(Beginning of Material for the task)
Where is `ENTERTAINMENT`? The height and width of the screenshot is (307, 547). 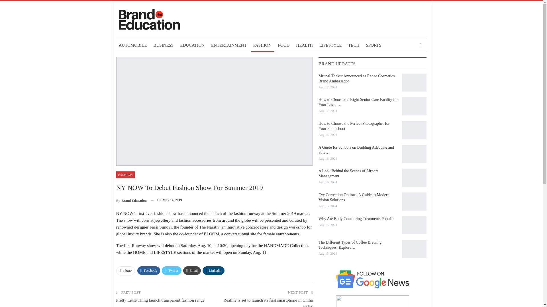
ENTERTAINMENT is located at coordinates (229, 45).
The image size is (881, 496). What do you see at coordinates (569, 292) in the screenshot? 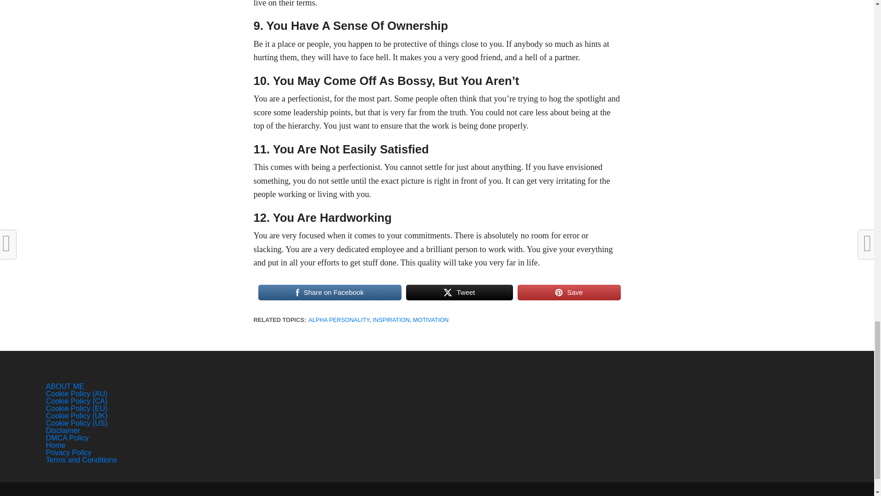
I see `Save` at bounding box center [569, 292].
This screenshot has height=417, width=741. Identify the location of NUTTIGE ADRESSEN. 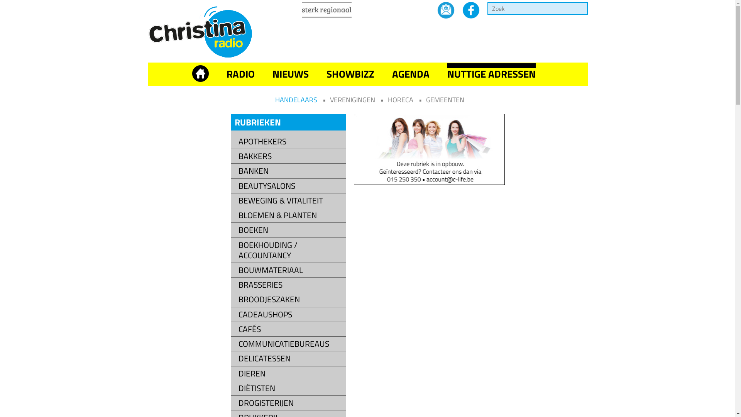
(491, 74).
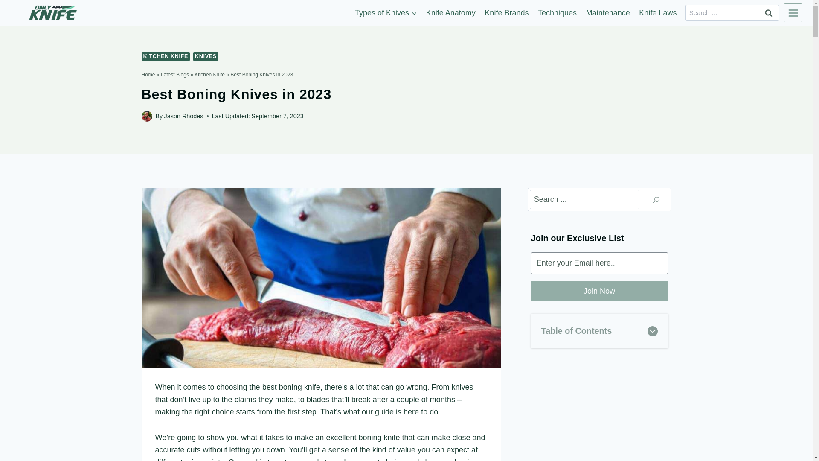 The height and width of the screenshot is (461, 819). What do you see at coordinates (609, 13) in the screenshot?
I see `Maintenance` at bounding box center [609, 13].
(End of Material for the task)
Take the line that holds "This screenshot has" as the start and the last line of the data as the end. Copy only those lines exactly, both ends included, except the pictures.

_Output for this exercise_
This screenshot has height=417, width=741. Identify the location of NUTTIGE ADRESSEN. 
(491, 74).
 The height and width of the screenshot is (461, 819). What do you see at coordinates (609, 13) in the screenshot?
I see `Maintenance` at bounding box center [609, 13].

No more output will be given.